To share this content with an AI assistant
H₂

Dihydrogen

IUPAC : Dihydrogen
OtherIndustrial

The smallest molecule, colourless and odourless gas. A key energy carrier for decarbonisation: today produced mostly by methane reforming (grey), tomorrow by renewable water electrolysis (green).

3D ball-and-stick representation of Dihydrogen (formula H₂). Constituent atoms: H.
Scroll to activate 3D

Physical properties

Molar mass2.016 g/mol
State at 20 °Cgas
Density0.0899 mg/cm³
Melting point13.99 K (-259.16 °C)
Boiling point20.27 K (-252.88 °C)
Solubility (H₂O)1.6 mg/L à 20 °C (très peu soluble)

Structure

Crystal system
3D render modeBall-and-stick

Detailed description

Dihydrogen is the simplest molecule — two hydrogen atoms bonded by a covalent bond — and probably the most strategic of the 21st century.
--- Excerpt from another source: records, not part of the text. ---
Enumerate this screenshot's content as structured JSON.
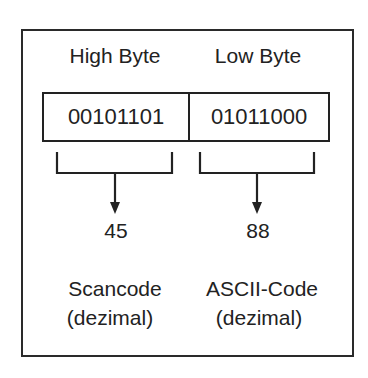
{
  "diagram": {
    "type": "byte-split",
    "high_byte": {
      "header": "High Byte",
      "bits": "00101101",
      "decimal": "45",
      "label_line1": "Scancode",
      "label_line2": "(dezimal)"
    },
    "low_byte": {
      "header": "Low Byte",
      "bits": "01011000",
      "decimal": "88",
      "label_line1": "ASCII-Code",
      "label_line2": "(dezimal)"
    },
    "colors": {
      "stroke": "#222222",
      "background": "#ffffff"
    }
  }
}
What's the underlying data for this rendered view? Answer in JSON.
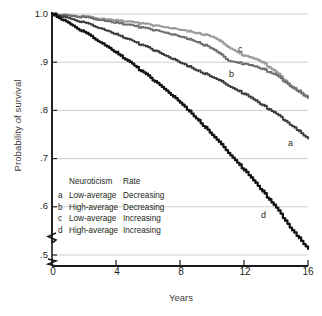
{
  "axes": {
    "ylabel": "Probability of survival",
    "xlabel": "Years",
    "yticks": [
      "1.0",
      ".9",
      ".8",
      ".7",
      ".6",
      ".5"
    ],
    "xticks": [
      "0",
      "4",
      "8",
      "12",
      "16"
    ]
  },
  "legend": {
    "header": {
      "key": "",
      "neuroticism": "Neuroticism",
      "rate": "Rate"
    },
    "rows": [
      {
        "key": "a",
        "neuroticism": "Low-average",
        "rate": "Decreasing"
      },
      {
        "key": "b",
        "neuroticism": "High-average",
        "rate": "Decreasing"
      },
      {
        "key": "c",
        "neuroticism": "Low-average",
        "rate": "Increasing"
      },
      {
        "key": "d",
        "neuroticism": "High-average",
        "rate": "Increasing"
      }
    ]
  },
  "curve_labels": {
    "a": "a",
    "b": "b",
    "c": "c",
    "d": "d"
  },
  "colors": {
    "curve_a": "#3b3b3b",
    "curve_b": "#6e6e6e",
    "curve_c": "#9a9a9a",
    "curve_d": "#111111",
    "gridline": "#c9c9c9",
    "axis": "#1a1a1a"
  },
  "chart_data": {
    "type": "line",
    "title": "",
    "xlabel": "Years",
    "ylabel": "Probability of survival",
    "xlim": [
      0,
      16
    ],
    "ylim": [
      0.5,
      1.0
    ],
    "xticks": [
      0,
      4,
      8,
      12,
      16
    ],
    "yticks": [
      0.5,
      0.6,
      0.7,
      0.8,
      0.9,
      1.0
    ],
    "grid": "horizontal",
    "legend_position": "inside-lower-left",
    "legend_columns": [
      "Neuroticism",
      "Rate"
    ],
    "x": [
      0,
      1,
      2,
      3,
      4,
      5,
      6,
      7,
      8,
      9,
      10,
      11,
      12,
      13,
      14,
      15,
      16
    ],
    "series": [
      {
        "name": "a",
        "label": "a",
        "neuroticism": "Low-average",
        "rate": "Decreasing",
        "color": "#3b3b3b",
        "values": [
          1.0,
          0.992,
          0.982,
          0.971,
          0.958,
          0.944,
          0.93,
          0.915,
          0.899,
          0.884,
          0.869,
          0.852,
          0.834,
          0.814,
          0.793,
          0.768,
          0.742
        ]
      },
      {
        "name": "b",
        "label": "b",
        "neuroticism": "High-average",
        "rate": "Decreasing",
        "color": "#6e6e6e",
        "values": [
          1.0,
          0.997,
          0.993,
          0.988,
          0.982,
          0.976,
          0.969,
          0.962,
          0.953,
          0.943,
          0.928,
          0.904,
          0.896,
          0.888,
          0.873,
          0.848,
          0.826
        ]
      },
      {
        "name": "c",
        "label": "c",
        "neuroticism": "Low-average",
        "rate": "Increasing",
        "color": "#9a9a9a",
        "values": [
          1.0,
          0.998,
          0.995,
          0.991,
          0.987,
          0.983,
          0.978,
          0.973,
          0.967,
          0.961,
          0.953,
          0.932,
          0.913,
          0.903,
          0.879,
          0.849,
          0.829
        ]
      },
      {
        "name": "d",
        "label": "d",
        "neuroticism": "High-average",
        "rate": "Increasing",
        "color": "#111111",
        "values": [
          1.0,
          0.982,
          0.962,
          0.942,
          0.92,
          0.896,
          0.871,
          0.845,
          0.816,
          0.784,
          0.749,
          0.713,
          0.676,
          0.638,
          0.598,
          0.552,
          0.513
        ]
      }
    ]
  }
}
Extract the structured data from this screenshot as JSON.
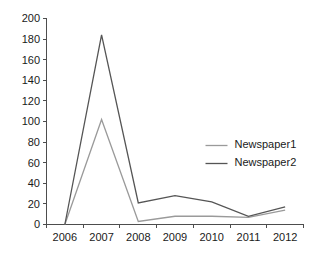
{
  "chart_data": {
    "type": "line",
    "title": "",
    "xlabel": "",
    "ylabel": "",
    "categories": [
      "2006",
      "2007",
      "2008",
      "2009",
      "2010",
      "2011",
      "2012"
    ],
    "x": [
      2006,
      2007,
      2008,
      2009,
      2010,
      2011,
      2012
    ],
    "series": [
      {
        "name": "Newspaper1",
        "color": "#9a9a9a",
        "values": [
          0,
          102,
          3,
          8,
          8,
          7,
          14
        ]
      },
      {
        "name": "Newspaper2",
        "color": "#555555",
        "values": [
          0,
          184,
          21,
          28,
          22,
          8,
          17
        ]
      }
    ],
    "ylim": [
      0,
      200
    ],
    "ytick_step": 20,
    "yticks": [
      0,
      20,
      40,
      60,
      80,
      100,
      120,
      140,
      160,
      180,
      200
    ],
    "ytick_labels": [
      "0",
      "20",
      "40",
      "60",
      "80",
      "100",
      "120",
      "140",
      "160",
      "180",
      "200"
    ],
    "xtick_labels": [
      "2006",
      "2007",
      "2008",
      "2009",
      "2010",
      "2011",
      "2012"
    ],
    "grid": false,
    "legend_position": "right-center",
    "background_color": "#ffffff",
    "axis_color": "#4d4d4d"
  },
  "legend": {
    "entries": [
      {
        "label": "Newspaper1"
      },
      {
        "label": "Newspaper2"
      }
    ]
  }
}
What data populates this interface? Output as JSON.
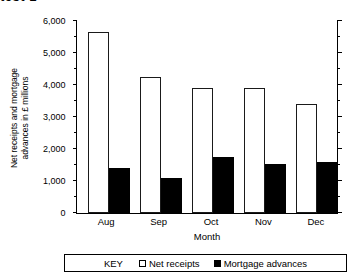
{
  "page": {
    "top_artifact_text": "test 1"
  },
  "legend": {
    "key_label": "KEY",
    "items": [
      {
        "label": "Net  receipts",
        "swatch": "light",
        "color": "#ffffff"
      },
      {
        "label": "Mortgage advances",
        "swatch": "dark",
        "color": "#000000"
      }
    ]
  },
  "axes": {
    "y_title_line1": "Net receipts and mortgage",
    "y_title_line2": "advances in £ millions",
    "x_title": "Month",
    "y_ticks": [
      "0",
      "1,000",
      "2,000",
      "3,000",
      "4,000",
      "5,000",
      "6,000"
    ],
    "y_minor_ticks": [
      "500",
      "1,500",
      "2,500",
      "3,500",
      "4,500",
      "5,500"
    ]
  },
  "chart_data": {
    "type": "bar",
    "title": "",
    "xlabel": "Month",
    "ylabel": "Net receipts and mortgage advances in £ millions",
    "categories": [
      "Aug",
      "Sep",
      "Oct",
      "Nov",
      "Dec"
    ],
    "series": [
      {
        "name": "Net  receipts",
        "color": "#ffffff",
        "values": [
          5650,
          4250,
          3900,
          3900,
          3400
        ]
      },
      {
        "name": "Mortgage advances",
        "color": "#000000",
        "values": [
          1400,
          1100,
          1750,
          1530,
          1580
        ]
      }
    ],
    "ylim": [
      0,
      6000
    ],
    "y_tick_interval": 1000,
    "y_minor_tick_interval": 500,
    "grid": false,
    "legend_position": "bottom"
  }
}
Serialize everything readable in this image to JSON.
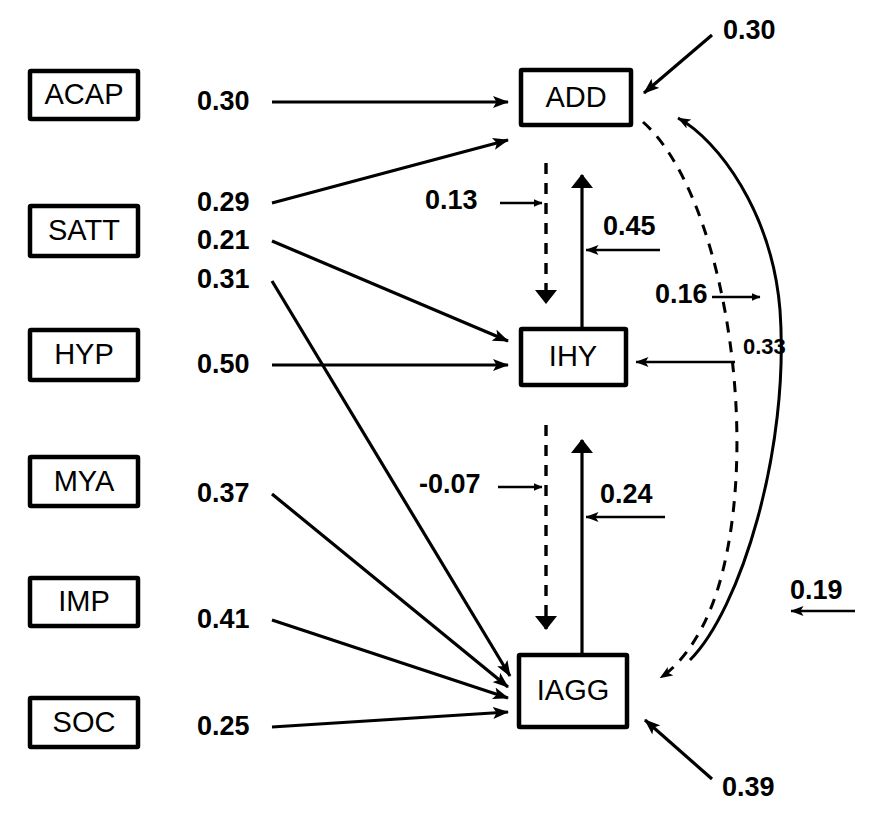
{
  "diagram": {
    "type": "path-diagram",
    "title": "",
    "background_color": "#ffffff",
    "line_color": "#000000"
  },
  "exogenous_boxes": [
    {
      "id": "ACAP",
      "label": "ACAP"
    },
    {
      "id": "SATT",
      "label": "SATT"
    },
    {
      "id": "HYP",
      "label": "HYP"
    },
    {
      "id": "MYA",
      "label": "MYA"
    },
    {
      "id": "IMP",
      "label": "IMP"
    },
    {
      "id": "SOC",
      "label": "SOC"
    }
  ],
  "endogenous_boxes": [
    {
      "id": "ADD",
      "label": "ADD"
    },
    {
      "id": "IHY",
      "label": "IHY"
    },
    {
      "id": "IAGG",
      "label": "IAGG"
    }
  ],
  "path_coefficients": {
    "acap_to_add": "0.30",
    "satt_to_add": "0.29",
    "satt_to_ihy": "0.21",
    "hyp_to_iagg": "0.31",
    "hyp_to_ihy": "0.50",
    "mya_to_iagg": "0.37",
    "imp_to_iagg": "0.41",
    "soc_to_iagg": "0.25",
    "add_to_ihy": "0.13",
    "ihy_to_add": "0.45",
    "ihy_to_iagg": "-0.07",
    "iagg_to_ihy": "0.24",
    "add_to_iagg": "0.16",
    "iagg_to_add": "0.19",
    "disturbance_add": "0.30",
    "disturbance_ihy": "0.33",
    "disturbance_iagg": "0.39"
  },
  "edges": [
    {
      "from": "ACAP",
      "to": "ADD",
      "coefficient": "0.30",
      "style": "solid"
    },
    {
      "from": "SATT",
      "to": "ADD",
      "coefficient": "0.29",
      "style": "solid"
    },
    {
      "from": "SATT",
      "to": "IHY",
      "coefficient": "0.21",
      "style": "solid"
    },
    {
      "from": "HYP",
      "to": "IAGG",
      "coefficient": "0.31",
      "style": "solid"
    },
    {
      "from": "HYP",
      "to": "IHY",
      "coefficient": "0.50",
      "style": "solid"
    },
    {
      "from": "MYA",
      "to": "IAGG",
      "coefficient": "0.37",
      "style": "solid"
    },
    {
      "from": "IMP",
      "to": "IAGG",
      "coefficient": "0.41",
      "style": "solid"
    },
    {
      "from": "SOC",
      "to": "IAGG",
      "coefficient": "0.25",
      "style": "solid"
    },
    {
      "from": "ADD",
      "to": "IHY",
      "coefficient": "0.13",
      "style": "dashed"
    },
    {
      "from": "IHY",
      "to": "ADD",
      "coefficient": "0.45",
      "style": "solid"
    },
    {
      "from": "IHY",
      "to": "IAGG",
      "coefficient": "-0.07",
      "style": "dashed"
    },
    {
      "from": "IAGG",
      "to": "IHY",
      "coefficient": "0.24",
      "style": "solid"
    },
    {
      "from": "ADD",
      "to": "IAGG",
      "coefficient": "0.16",
      "style": "dashed-curve"
    },
    {
      "from": "IAGG",
      "to": "ADD",
      "coefficient": "0.19",
      "style": "solid-curve"
    },
    {
      "from": "disturbance",
      "to": "ADD",
      "coefficient": "0.30",
      "style": "solid"
    },
    {
      "from": "disturbance",
      "to": "IHY",
      "coefficient": "0.33",
      "style": "solid"
    },
    {
      "from": "disturbance",
      "to": "IAGG",
      "coefficient": "0.39",
      "style": "solid"
    }
  ]
}
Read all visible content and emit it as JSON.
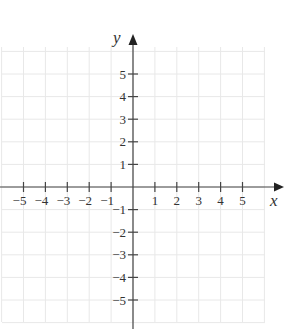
{
  "diagram": {
    "type": "coordinate-plane",
    "x_axis": {
      "label": "x",
      "ticks": [
        "-5",
        "-4",
        "-3",
        "-2",
        "-1",
        "1",
        "2",
        "3",
        "4",
        "5"
      ]
    },
    "y_axis": {
      "label": "y",
      "ticks": [
        "5",
        "4",
        "3",
        "2",
        "1",
        "-1",
        "-2",
        "-3",
        "-4",
        "-5"
      ]
    },
    "grid": true,
    "colors": {
      "axis": "#444444",
      "grid": "#e8e8e8",
      "text": "#333333"
    }
  },
  "chart_data": {
    "type": "scatter",
    "title": "",
    "xlabel": "x",
    "ylabel": "y",
    "xlim": [
      -6,
      6
    ],
    "ylim": [
      -6,
      6
    ],
    "x_ticks": [
      -5,
      -4,
      -3,
      -2,
      -1,
      1,
      2,
      3,
      4,
      5
    ],
    "y_ticks": [
      -5,
      -4,
      -3,
      -2,
      -1,
      1,
      2,
      3,
      4,
      5
    ],
    "grid": true,
    "series": []
  }
}
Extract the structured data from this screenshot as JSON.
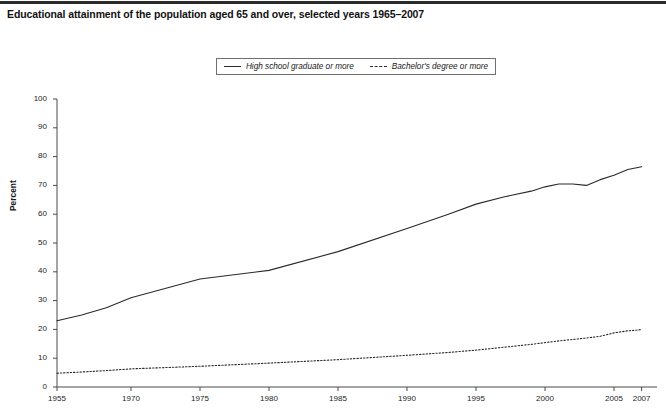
{
  "figure": {
    "title": "Educational attainment of the population aged 65 and over, selected years 1965–2007"
  },
  "legend": {
    "entries": [
      {
        "label": "High school graduate or more",
        "style": "solid",
        "marker": "solid-line-swatch"
      },
      {
        "label": "Bachelor's degree or more",
        "style": "dashed",
        "marker": "dashed-line-swatch"
      }
    ]
  },
  "axes": {
    "y_label": "Percent",
    "y_ticks": [
      "0",
      "10",
      "20",
      "30",
      "40",
      "50",
      "60",
      "70",
      "80",
      "90",
      "100"
    ],
    "x_ticks": [
      "1955",
      "1970",
      "1975",
      "1980",
      "1985",
      "1990",
      "1995",
      "2000",
      "2005",
      "2007"
    ]
  },
  "colors": {
    "line": "#2a2a2a",
    "axis": "#4a4a4a",
    "title": "#121212",
    "background": "#ffffff"
  },
  "chart_data": {
    "type": "line",
    "title": "Educational attainment of the population aged 65 and over, selected years 1965–2007",
    "xlabel": "",
    "ylabel": "Percent",
    "xlim": [
      1955,
      2007
    ],
    "ylim": [
      0,
      100
    ],
    "grid": false,
    "legend_position": "top-center",
    "x_tick_values": [
      1955,
      1970,
      1975,
      1980,
      1985,
      1990,
      1995,
      2000,
      2005,
      2007
    ],
    "y_tick_values": [
      0,
      10,
      20,
      30,
      40,
      50,
      60,
      70,
      80,
      90,
      100
    ],
    "x": [
      1955,
      1960,
      1965,
      1970,
      1975,
      1980,
      1985,
      1990,
      1993,
      1995,
      1997,
      1999,
      2000,
      2001,
      2002,
      2003,
      2004,
      2005,
      2006,
      2007
    ],
    "series": [
      {
        "name": "High school graduate or more",
        "style": "solid",
        "values": [
          23.0,
          25.0,
          27.5,
          31.0,
          37.5,
          40.5,
          47.0,
          55.0,
          60.0,
          63.5,
          66.0,
          68.0,
          69.5,
          70.5,
          70.5,
          70.0,
          72.0,
          73.5,
          75.5,
          76.5
        ]
      },
      {
        "name": "Bachelor's degree or more",
        "style": "dashed",
        "values": [
          4.8,
          5.2,
          5.7,
          6.3,
          7.2,
          8.3,
          9.5,
          11.0,
          12.0,
          12.8,
          13.8,
          14.8,
          15.4,
          16.0,
          16.5,
          17.0,
          17.6,
          18.8,
          19.5,
          19.9
        ]
      }
    ]
  },
  "footnote": {
    "text": ""
  }
}
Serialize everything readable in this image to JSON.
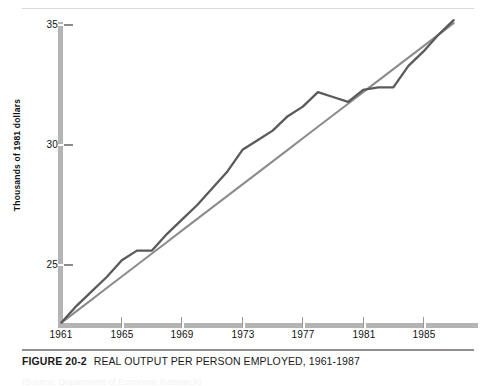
{
  "caption": {
    "figure_number": "FIGURE 20-2",
    "title": "REAL OUTPUT PER PERSON EMPLOYED, 1961-1987"
  },
  "source_note": "(Source: Department of Economic Research)",
  "colors": {
    "axis": "#b4b4b4",
    "data_line": "#5a5a5a",
    "trend_line": "#8c8c8c",
    "text": "#111111",
    "caption_rule": "#8f8f8f"
  },
  "chart_data": {
    "type": "line",
    "title": "REAL OUTPUT PER PERSON EMPLOYED, 1961-1987",
    "xlabel": "",
    "ylabel": "Thousands of 1981 dollars",
    "xlim": [
      1961,
      1987
    ],
    "ylim": [
      22.5,
      35.6
    ],
    "yticks": [
      25,
      30,
      35
    ],
    "ytick_labels": [
      "25",
      "30",
      "35"
    ],
    "xticks": [
      1961,
      1965,
      1969,
      1973,
      1977,
      1981,
      1985
    ],
    "xtick_labels": [
      "1961",
      "1965",
      "1969",
      "1973",
      "1977",
      "1981",
      "1985"
    ],
    "grid": false,
    "legend": "none",
    "x": [
      1961,
      1962,
      1963,
      1964,
      1965,
      1966,
      1967,
      1968,
      1969,
      1970,
      1971,
      1972,
      1973,
      1974,
      1975,
      1976,
      1977,
      1978,
      1979,
      1980,
      1981,
      1982,
      1983,
      1984,
      1985,
      1986,
      1987
    ],
    "series": [
      {
        "name": "Real output per person employed",
        "kind": "data",
        "values": [
          22.6,
          23.3,
          23.9,
          24.5,
          25.2,
          25.6,
          25.6,
          26.3,
          26.9,
          27.5,
          28.2,
          28.9,
          29.8,
          30.2,
          30.6,
          31.2,
          31.6,
          32.2,
          32.0,
          31.8,
          32.3,
          32.4,
          32.4,
          33.3,
          33.9,
          34.6,
          35.2
        ]
      },
      {
        "name": "Trend",
        "kind": "trend",
        "values": [
          22.6,
          23.08,
          23.56,
          24.04,
          24.52,
          25.0,
          25.48,
          25.96,
          26.44,
          26.92,
          27.4,
          27.88,
          28.36,
          28.84,
          29.32,
          29.8,
          30.28,
          30.76,
          31.24,
          31.72,
          32.2,
          32.68,
          33.16,
          33.64,
          34.12,
          34.6,
          35.08
        ]
      }
    ]
  }
}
Its current centrality comes from two uses: ~75 Mt produced annually as chemical feedstock (mainly for Haber-Bosch and petroleum refining, which consumes H₂ to hydrocrack heavy hydrocarbons into gasolines and to desulfurise diesels), and an emerging role as a clean energy carrier in industrial decarbonisation.

Production: today ~95 % of H₂ is called "grey", from steam methane reforming (CH₄ + H₂O → CO + 3 H₂ at 800 °C over Ni catalyst), emitting ~10 kg of CO₂ per kg of H₂ produced. "Blue" H₂ adds a CO₂ capture-storage step on the co-product, lowering the footprint to ~1-2 kg CO₂/kg. "Green" H₂ comes from water electrolysis (2 H₂O → 2 H₂ + O₂), with a theoretical consumption of ~40 kWh/kg H₂ — the reference pathway for decarbonisation, provided it is powered by low-carbon electricity (renewable or nuclear). In 2024, its production remains marginal (~1 Mt/yr worldwide) but is growing exponentially: European targets of 10 Mt of green H₂ by 2030.

Energetically, H₂ has an exceptional mass-specific calorific value (120 MJ/kg, or ~3× that of gasoline) but a very low volumetric density (8 g/L at 700 bar compressed vs 730 g/L for gasoline), which complicates onboard storage. Its fuel cell (reverse electrolysis, H₂ + ½ O₂ → H₂O + electricity) reaches ~60 % efficiency vs ~25 % for an internal-combustion engine, but the full chain "electricity → electrolysis → storage → fuel cell" drops to ~30 %, compared to ~85 % for a lithium-ion battery. This is why H₂ is today favoured for uses where batteries do not fit (steelmaking, heavy chemistry, long-haul transport) rather than as a rival to passenger EVs.

Uses and applications

  • Haber-Bosch process (ammonia NH₃ synthesis)
  • Oil refining: hydrocracking, desulfurisation, hydrogenation
  • Decarbonised steelmaking (direct reduction of iron ore by H₂)
  • Fuel cells (hydrogen mobility, stationary storage)
  • Synthesis of methanol and synthetic fuels

Safety (GHS)

GHS02 · FlammableGHS04 · Gas under pressure
H statements : H220, H280

Extremely flammable gas; explosive mixture with air over a very wide range (4–75 %). Ignites with very little energy.

Constituent elements

References

PubChem CID783
CAS1333-74-0
SMILES[H][H]
Sources : PubChem CID 783 · IEA Global Hydrogen Review

Related processes

Industrial processes involving this compound.